What is an insight and how does one earn it? An insight is an obvious truth that the majority of the world has not seen yet. It is the Figs founder, Trina Spear, wondering why do scrubs have to look and feel a certain way? It is Michael Williamson, Clint Jarvis, and Erwin Macatulad evolving on the insight that another new 200 acre golf course will likely never be built within a major NFL city. Enter Intown Golf Club. Other recent examples include the AdPipe founders who, for a decade built high-end, commercial quality videos for corporations across the country, to uncover content is rewatched only 3% of the time leaving an untapped gold mine of proprietary and magnificent digital assets fertile for repurposing, repacking, and reusing. It is the Bottle founders evolving their solution so local businesses can easily generate subscription revenue. All of these companies have one commonality: earned insights.
The perennial debate of ideas over strategy over execution percolate on Twitter often. The reality is you have to start somewhere and the combination of idea and market matter on day one. However, executing while keeping a pulse and feeling for where the market goes is where innovation sparks.
How does one generate an earned insight? The simple answer is to start. Some people start with the belief that what they are building is the answer. In my experience, only the most seasoned entrepreneurs who have likely built something before – ideally in a tangential market – nail that method. The team at KMS Technologies is a good study. Others approach the start line of the entrepreneurial marathon knowing that the idea and product will shift so they plan for it. An example is Nat Turner executing his customer discovery with a pitch deck and refining it several times before a line of code is written. Others, and this happens more often than not, start with a full sprint only to find out that there is another lane of the track they should be running on – but it takes actually running to identify the need to transition. Identifying that need is where the insight is earned.

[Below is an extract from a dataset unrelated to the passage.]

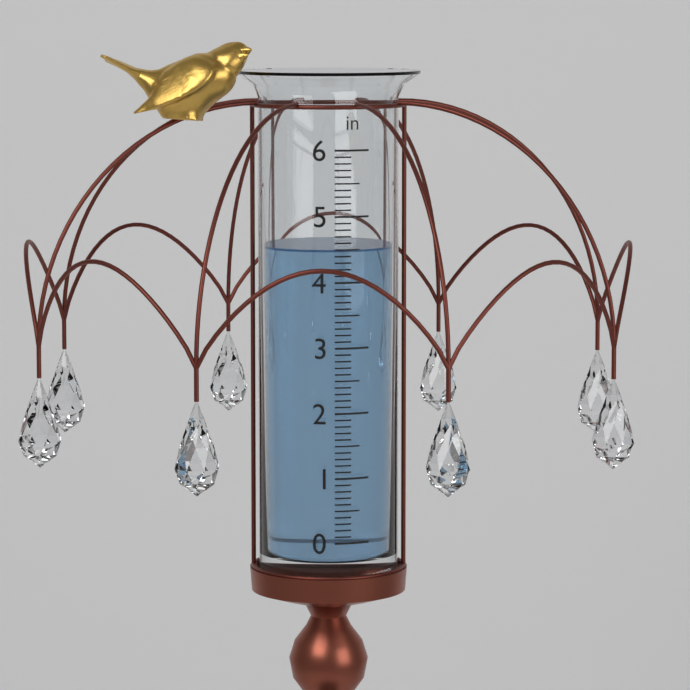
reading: 4.5 in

Insights are earned through two ways. First, starting and evolving. Second, sheer brilliance and expertise of analyzing markets. Insights are plural as well. One may lead down a path only to find the market isn’t that large or the unit economics are not worth the effort or it may lead to a wide open, blue ocean of market opportunity. In either path the work will lead to the velocity of insights uncovered as more running occurs. These esoteric insights can’t be bought, they can’t be outsourced, and they can’t be given to you. It takes a significant amount of thought, curiosity, and conversations to earn them amongst customers and team members. Instead of an “aha” moment, there’s a trail of “aha” insights. Those lead to authentic demand and product-market fit – other mountains needed to traverse to the exhilarating entrepreneurial summit!